In it, one discovers many new aspects of Egypt and surrealism.  A beautiful discussion of Breton’s Fata Morgana, poem of resistance;   information about how surrealism crossed King Tut’s path; and surrealist thoughts on the film The Mummy with its theme of deathless love. 

Richardson points to an entry in Breton and Eluard’s “Dictionaire Abrégé du Surréalisme, 1938 defining Metamorphosis,  “I arrive as a sparrow hawk and leave as a phoenix”  – Spell 122, Book of the Dead. 

Breton in Fata Morgana finds links to the ibis, the protector spirit.  Surrealists choose their ancestors: one is the Ibis. Richardson also finds, “The transformative aspect of ancient Egyptian culture,  the emphasis it placed on the process of transformation,  and the possibilities it offers to the heart of  surrealist interest, and is what especially  drew Breton to utilize the elements of Egyptian myth.”

Situationists predicted surrealist images had become part of the spectacle,  but the spectacle has only spread the surrealist image. It did not destroy its power. Still it remains a constant struggle against the pervasive miserablism and a constant struggle against the slimy grasp of religion and advertising. 

But in ads one only remembers “the Ostrich driving the car,”  not the product.  It is through collage and painting we take back the image, give it new life, collecting it like Isis did Osiris. 

These images become the monsters of surrealist consciousness with the power to disrupt the complacency and boring order of daily-life. 

Joyce Mansour writing in Paris, 1965 on how to view the “L’Ecart absolu”  exhibition points out, “It is necessary for visitors as well as those who embrace  “absolute divergence”  to embroider without end onto these canvases, to trace their own paths as they please. Certain places,  certain times push our imagination into contortions normally impossible.” 

Transforming the world has been slow, fighting with a chimera, but we must pick up the pieces of our dreams and continue. 

In 1957 Egyptian surrealist Georges Henein wrote,  “If poetry is slow to be made by all, at least let it be lived by some.”

Ikbal El Alailly, Georges Henein, Ramses Younane and others in Egypt’s Art & Liberty group lived in crisis times. Henein wrote in the “Long Live Degenerate Art”  1939 Manifesto,  “Thinkers, artists, writers: Let us stand together and accept the challenge! We must align ourselves alongside this “Degenerate Art” for in such art reposes  the hopes of the future!” Amazingly the degenerate art treasures survived the war. This demonstrates the vitality and the survival value of the image. 

I think of Arturo Schwarz’s magnificent books devoted to surrealism, his Milan gallery,  his surrealist collection. He himself was imprisoned and expelled from Egypt in 1949.

A misuse of technological development is destroying our old world  and the physical threat of rampant viruses make our meetings in cafes,  galleries, and jobs, very difficult.

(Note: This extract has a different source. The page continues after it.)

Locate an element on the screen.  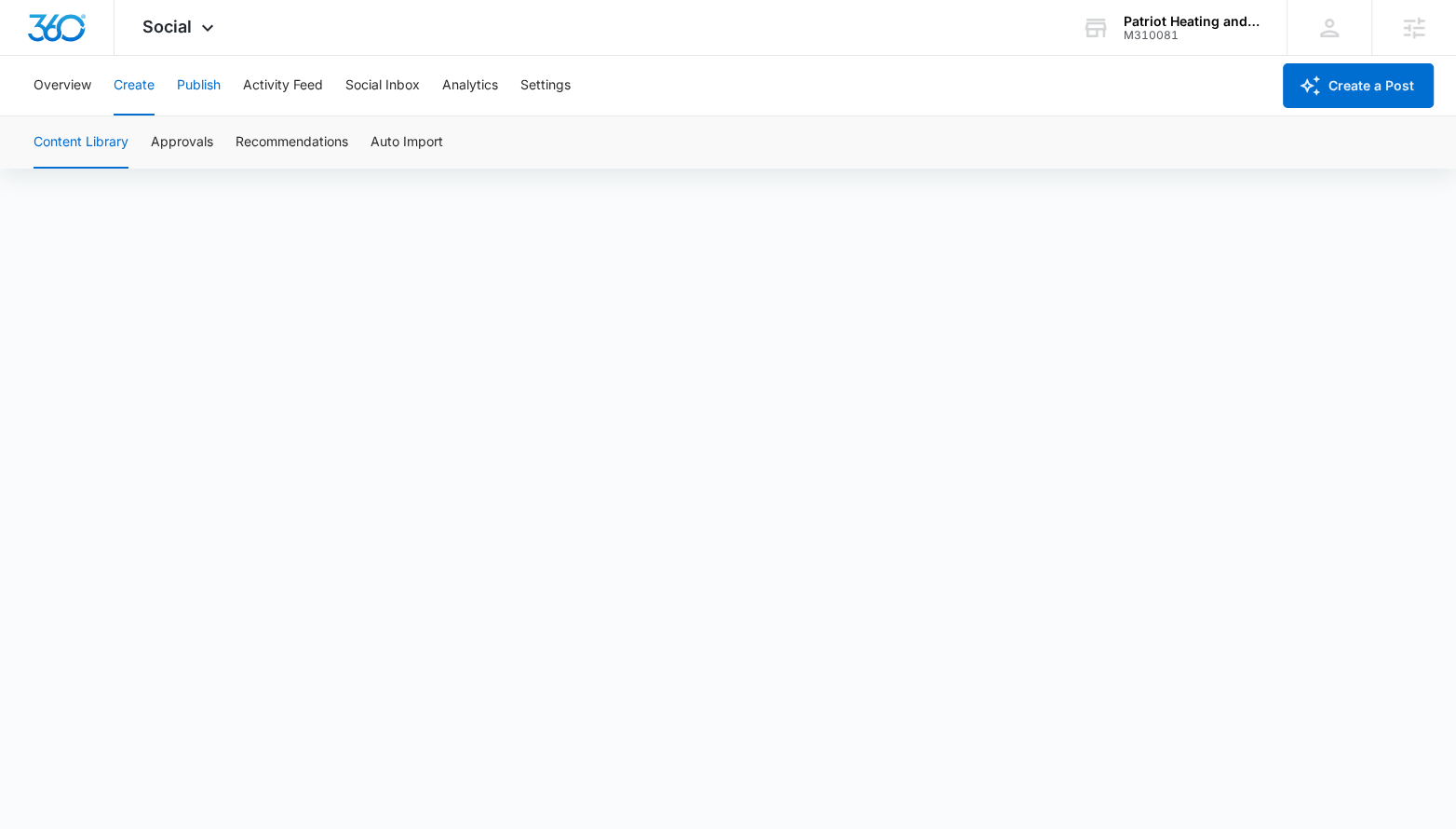
button: Social Inbox is located at coordinates (383, 85).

Hard to say if anything but mega-chains will survive, at the same time physical letters on paper are rare,  and printed on paper journals and books are difficult and expensive. 

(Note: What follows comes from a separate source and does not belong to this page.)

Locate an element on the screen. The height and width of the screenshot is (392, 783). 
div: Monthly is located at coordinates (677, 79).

But new possibilities have opened to us. Surrealist friends communicate from all over the world instantly.  There are Zoom events. Impossible to find documents are on the internet.  This new global network brings many promises that we cannot ignore.  The International Surrealist Exhibition in Cairo, Egypt/Saint-Cirq-Lapopie, France  (Saint-Cirq-Lapopie was the residence of André Breton) is the first of its kind, organized largely over the Internet. 

Consider The Room: Surrealist Magazine, seeking to  “plant the seeds of the surrealist storm in Africa;” of Sulphur: Surrealist Jungle;  of Mohsen Elbasy and his friends organizing the gallery, playing surrealist games. 

What has been seen on the internet is magnificent and we are eager to see it all, and we are eager to see it all and more. Those of us who have been surrealists for a long time should remind all that surrealism began in 1924, it has a history of criticism of Western civilization, it has been passionately involved in the exploration of the mind, in political engagement, in public manifestoes from the days of protesting the Colonial Exhibition to the Declaration of the 121 to the Defense of First Peoples in Canada. What is done in the name of surrealism is always under the banner of Poetry , Love, and Freedom. Freedom above all!